Dive Brief:
- Eli Lilly’s experimental pill for obesity helped people lose more weight than placebo in a Phase 3 study, but was less effective than Wall Street investors had anticipated, leading to a selloff in shares that erased about $100 billion from the pharmaceutical company's market value.
- Study participants given the highest dose of the drug, orforglipron, lost on average 11 percentage points more of their body weight than those on placebo after 72 weeks of treatment, Lilly said Thursday. People who received orforglipron lost an average of 27 pounds from the study’s start, compared with a loss of two pounds among those taking placebo.
- Lilly will submit the results, as well as the findings from a late-stage trial in diabetes, to the Food and Drug Administration by the end of 2025. Analysts noted that a rival pill developed by Novo Nordisk and already under FDA review had numerically higher weight loss numbers in clinical testing. Lilly shares fell 14% in early trading Thursday.
Dive Insight:
Lilly announced the results alongside its second quarter earnings report, which, on its own, might have encouraged investors. The company boosted its share of the competitive market for GLP-1 medicines, as Mounjaro in July became the most-prescribed drug of its kind in diabetes.
Mounjaro and Zepbound, the obesity drug that shares the same active ingredient, both bested consensus estimates for the quarter, recording sales of $5.2 billion and $3.4 billion respectively. The company also boosted its 2025 financial forecasts by around 3%. It’s now expecting $61 billion to $62 billion in revenue, compared to the $58 billion to $61 billion range it previously projected.
Yet the orforglipron data cast a shadow over those numbers. The drug had a more modest effects than injectable drugs like Zepbound and Novo’s Wegovy, which were associated with weight loss percentages of as much as 21% and 15%, respectively, in clinical testing. The oral version of Wegovy Novo’s advancing also achieved 15% weight loss.
On a Thursday conference call with analysts, Lilly executives contended orforglipron, because of its convenience, will still be attractive to people with obesity.
“The instructions for use here are going to be pretty simple: take it once a day, without regard to food and water,” said Kenneth Custer, the head of Lilly’s cardiometabolic health division. “The idea that you can get 27 pounds of weight loss from a single pill and also get really encouraging effects on other important biomarkers, things like blood pressure, lipids, inflammatory biomarkers and fasting glucose — those are a lot of the things that [doctors] are really managing when they think about preventative care.”
Custer’s message didn’t resonate with Wall Street investors, however. Leerink Partners analyst David Risinger slashed his 2030 forecast for orforglipron from $22 billion to $14 billion, writing in a note to clients that the lower-than-expected weight loss along with a higher discontinuation rate due to adverse events — 10.3% at the highest dose, versus 2.6% for placebo recipients — could limit its use.
Risinger also downgraded his rating for Lilly shares from “outperform” to “market perform,” noting the growing competition among obesity drug developers, Novo likely cutting Wegovy’s price and pushback from insurers, which could limit market growth to those willing to pay cash.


■ EXERCISE OBJECTIVE ■
Could the entries below be transcribed word for word, with the pictures omitted?

■ DATA ■
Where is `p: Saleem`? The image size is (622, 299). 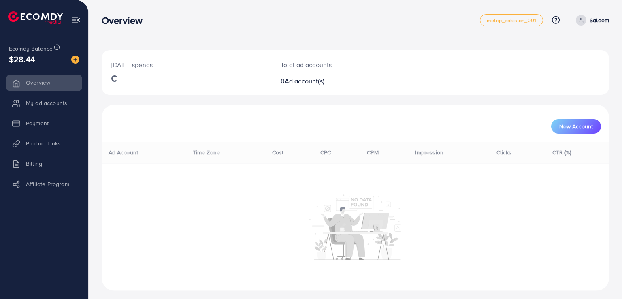
p: Saleem is located at coordinates (600, 20).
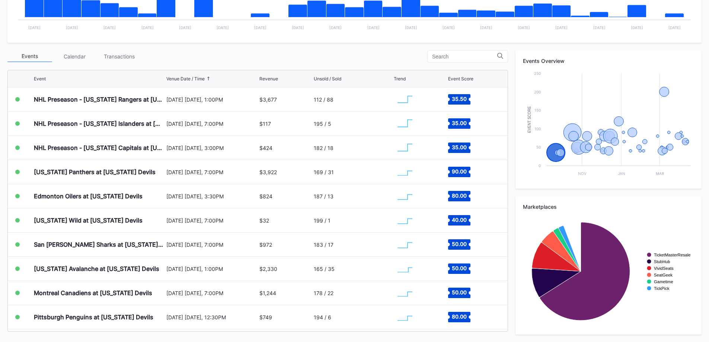  I want to click on div: Event, so click(40, 79).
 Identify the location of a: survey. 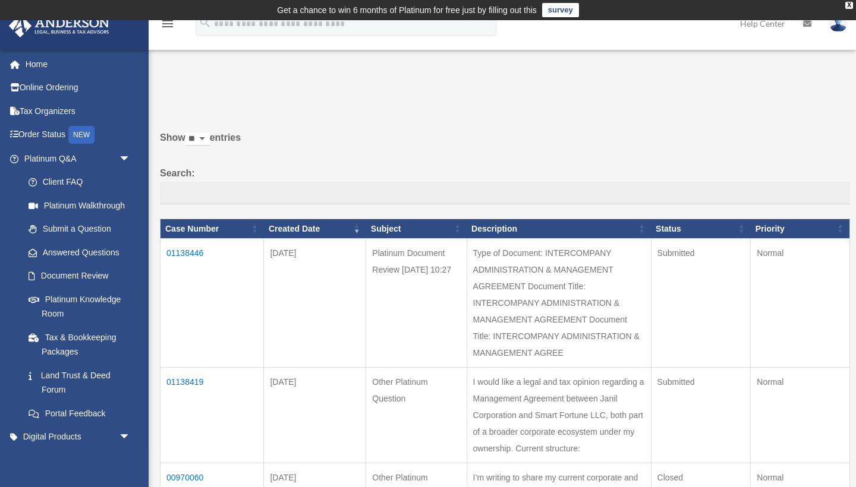
(560, 10).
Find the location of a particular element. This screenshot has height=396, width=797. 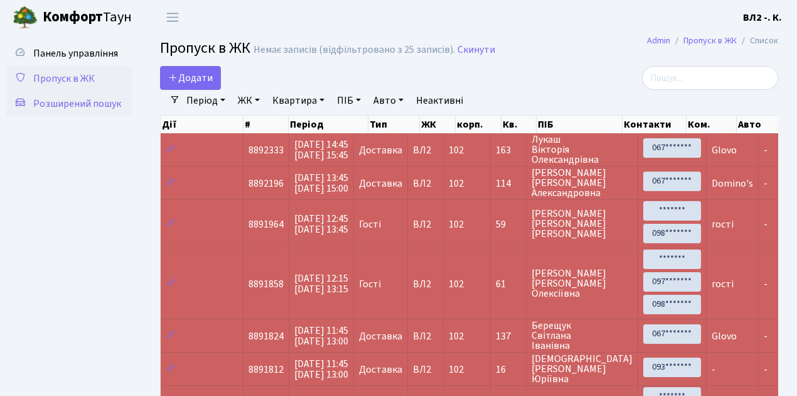

div: Немає записів (відфільтровано з 25 записів). is located at coordinates (354, 50).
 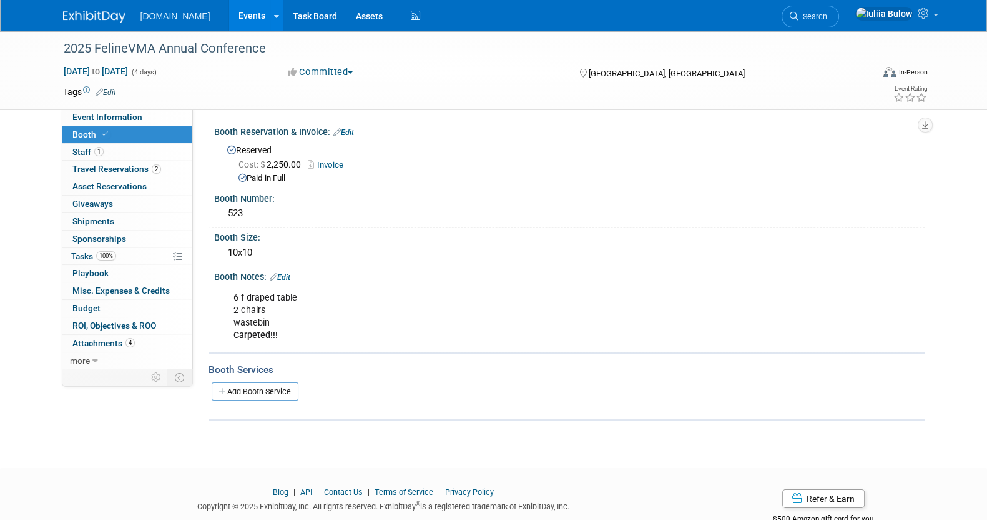 What do you see at coordinates (107, 117) in the screenshot?
I see `span: Event Information` at bounding box center [107, 117].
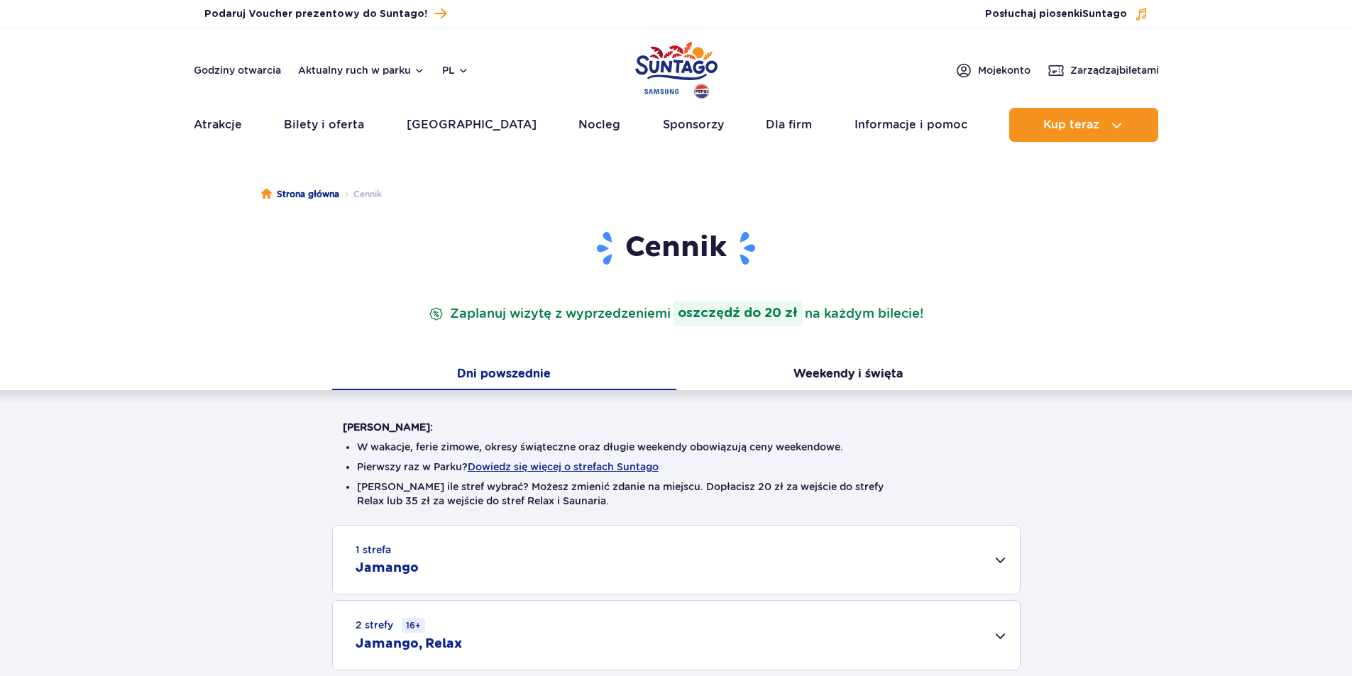 Image resolution: width=1352 pixels, height=676 pixels. What do you see at coordinates (676, 447) in the screenshot?
I see `li: W wakacje, ferie zimowe, okresy świąteczne oraz długie weekendy obowiązują ceny weekendowe.` at bounding box center [676, 447].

■ EXERCISE ANSWER ■
Where is `p: Saleem`? The image size is (622, 299). 
p: Saleem is located at coordinates (600, 20).
  I want to click on div: Event, so click(40, 79).
 Identify the location of a: survey. 
(560, 10).
Find the location of a particular element. This screenshot has height=396, width=797. 

div: Немає записів (відфільтровано з 25 записів). is located at coordinates (354, 50).
  What do you see at coordinates (107, 117) in the screenshot?
I see `span: Event Information` at bounding box center [107, 117].
 Image resolution: width=1352 pixels, height=676 pixels. What do you see at coordinates (676, 447) in the screenshot?
I see `li: W wakacje, ferie zimowe, okresy świąteczne oraz długie weekendy obowiązują ceny weekendowe.` at bounding box center [676, 447].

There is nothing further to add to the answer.